→ **Work order**:
Word for word, set down every line of the entries below from the line with "This screenshot has width=821, height=504." to the line with "This screenshot has width=855, height=504.", including both, and no other line.
Given records Block Start
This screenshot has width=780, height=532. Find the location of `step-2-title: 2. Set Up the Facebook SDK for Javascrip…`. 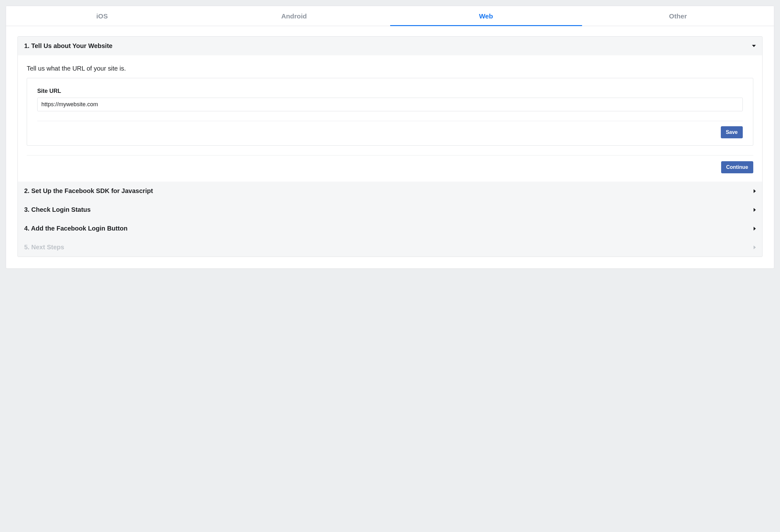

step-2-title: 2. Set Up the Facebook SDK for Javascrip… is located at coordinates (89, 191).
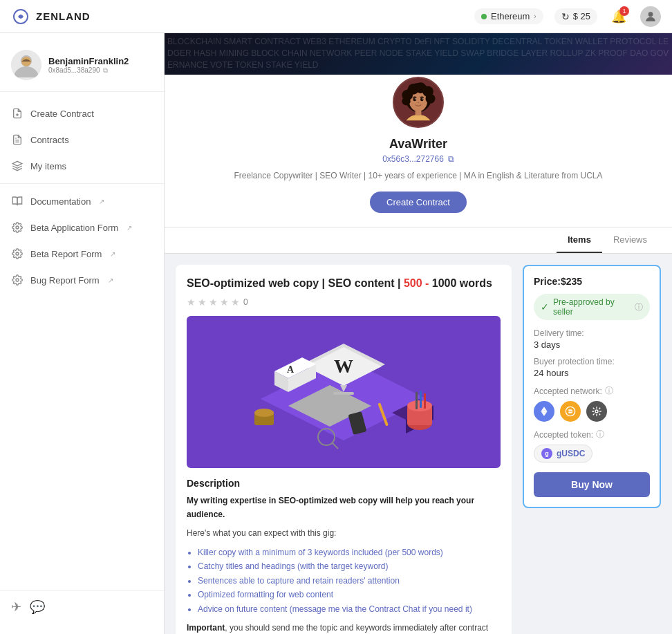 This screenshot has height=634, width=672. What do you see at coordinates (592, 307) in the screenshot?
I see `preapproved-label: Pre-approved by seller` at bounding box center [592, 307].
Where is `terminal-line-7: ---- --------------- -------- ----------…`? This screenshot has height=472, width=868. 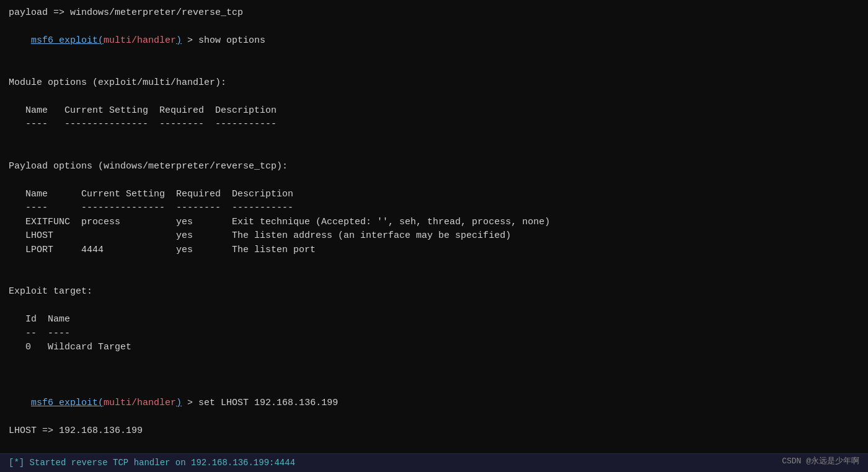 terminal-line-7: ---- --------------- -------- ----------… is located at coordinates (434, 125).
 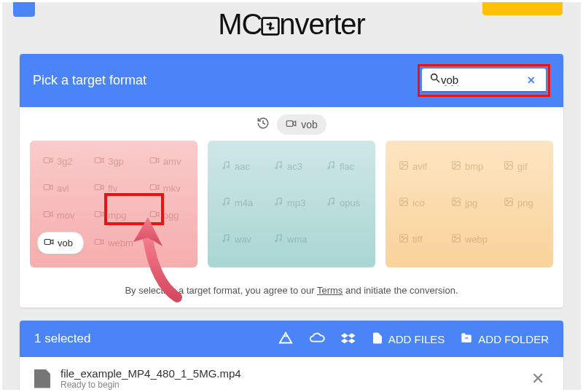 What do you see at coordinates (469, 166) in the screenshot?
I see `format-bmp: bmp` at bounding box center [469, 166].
Given records Block End
Given records Block Start
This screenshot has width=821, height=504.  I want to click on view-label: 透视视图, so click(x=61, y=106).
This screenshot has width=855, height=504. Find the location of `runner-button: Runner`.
Given records Block End
→ **Answer to this task**:
This screenshot has width=821, height=504.  I want to click on view-label: 透视视图, so click(x=61, y=106).
This screenshot has width=855, height=504. Find the location of `runner-button: Runner`.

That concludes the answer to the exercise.